Christopher D. Watkins and Benedict C. Jones

Behavioral Ecology, 2012, vol. 23, issue 3, 539-543

Abstract: It has recently been proposed that dominance perceptions in men function, at least in part, to reduce the potential costs of within-sex competition for resources, and that sensitivity to cues of men's dominance is greatest among men who would incur the largest costs if they engaged in competition with rivals indiscriminately (i.e., low-dominance men). Consistent with these proposals, we found that men randomly allocated to priming conditions in which they imagined losing confrontations with other men subsequently demonstrated greater sensitivity to dominance cues when assessing the dominance of men's faces than did men randomly allocated to priming conditions in which they imagined winning confrontations.

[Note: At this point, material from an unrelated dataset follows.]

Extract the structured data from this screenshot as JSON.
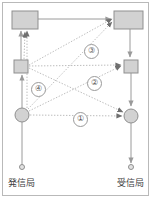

No equivalent effect occurred for perceptions of men's trustworthiness, suggesting that the priming effect observed for dominance judgments may be somewhat specific to competition-related perceptions. Collectively, these findings suggest that men's perceptions of other men's dominance are facultative, changing in response to contextual cues, such as the outcomes of recent confrontations. Such responses could play a critical role in calibrating men's dominance sensitivity according to their recent experiences and are consistent with findings from experiments with other species in which the outcome of prior confrontations modulated competition-related behaviors.